Review: Language Is a Revolver For Two by Mario Montalbetti
By Juliana Clark
Peruvian born poet and linguistics professor Mario Montalbetti’s latest collection of poetry Language Is a Revolver for Two showcases his incredible ability to use poetry to rhythmically unfold a prophecy to his reader. Throughout these fourteen poems, Montalbetti consistently uses the motif of movement, particularly its risings and fallings, as a way of tracking his exploration of language’s, and by extension, the world’s economy of supply and demand. Essentially delineating the reason that law cannot be fully applied to love: “one thing and only one thing affects love: / the demand for love. / … supply doesn’t affect love.”
The collection unfolds beginning with the first poem, “As I Conceive It We Are Climates,” which is set against the void-like landscape of a man in Lisbon looking out at a river: “He doesn’t write, doesn’t drink, doesn’t think / about the things he sees or the sounds he hears.” From the onset, water is used as a key symbol, along with fish and salt. The fish often speak to this coldness and this sense of violence, acting as an omen for man’s inescapable mortality even though “language is faster / than the world.”

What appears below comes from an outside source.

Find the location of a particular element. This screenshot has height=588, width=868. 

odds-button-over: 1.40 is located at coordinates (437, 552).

In the poem which harbors the collection’s namesake, Montalbetti begins by establishing the manner in which other species use language to combat each other: “cow—cawing / goose squawking,” etc. By the end, he sets man and woman against one another, but not without highlighting their common condition of humanity: “man, wo / man—speaking, speak / ing, until the heart / is pulp / silencing—a bonze on fire.” Montalbetti likens the act of man and woman successively silencing each other to a sacrificial act by a monk. Man cannot express his love without the use of language, which is destructive by its very nature. Hence, one cannot love without acknowledging this greater, cosmic sacrifice.
As the reader moves towards the collection’s close, the motif of movement accordingly shifts more heavily to the evocation of descent, gravity, and the sensation of falling. A personal favorite of mine is the poem “Magnifichant,” in which Montalbetti follows a night of lovemaking by a sunrise whose color he describes as “that dawn orange / as a ripe papaya / falls from the sky / and shatters upon the pavement.”

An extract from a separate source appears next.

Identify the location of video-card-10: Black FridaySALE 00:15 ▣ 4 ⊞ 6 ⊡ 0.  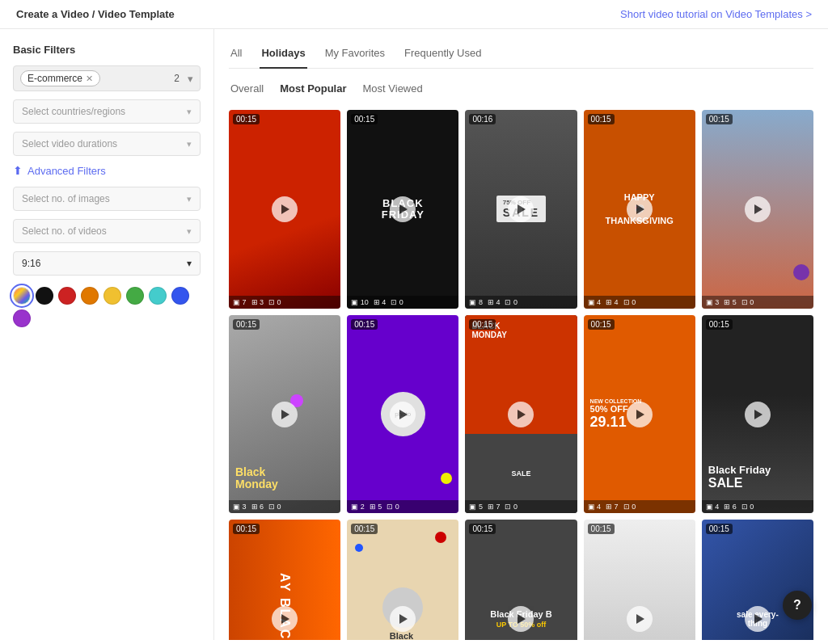
(758, 415).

Montalbetti ends the collection fittingly with a poem titled, “Goal and Object of a Poem,” noting the paradox of poetry’s central objective: “trying to express a private sentiment / in public language.” The necessity for total intimacy is what governs all the greatest poetry, examining their subject until it’s “Smashed to bits against a dark hillside / that wasn’t in the charts” with nothing left but “the wreckage.” It’s as if Montalbetti is daring his reader to seek permanence in poetry’s aftermath, to maintain remembrance in spite of the difficulty. In this sense, every reader’s experience of his poetry will differ depending on his or her willingness to dare, dream, and seek possibilities where there may be none.
About the author
Juliana Clark
Juliana Clark is a writer who splits her time between New York City and Los Angeles.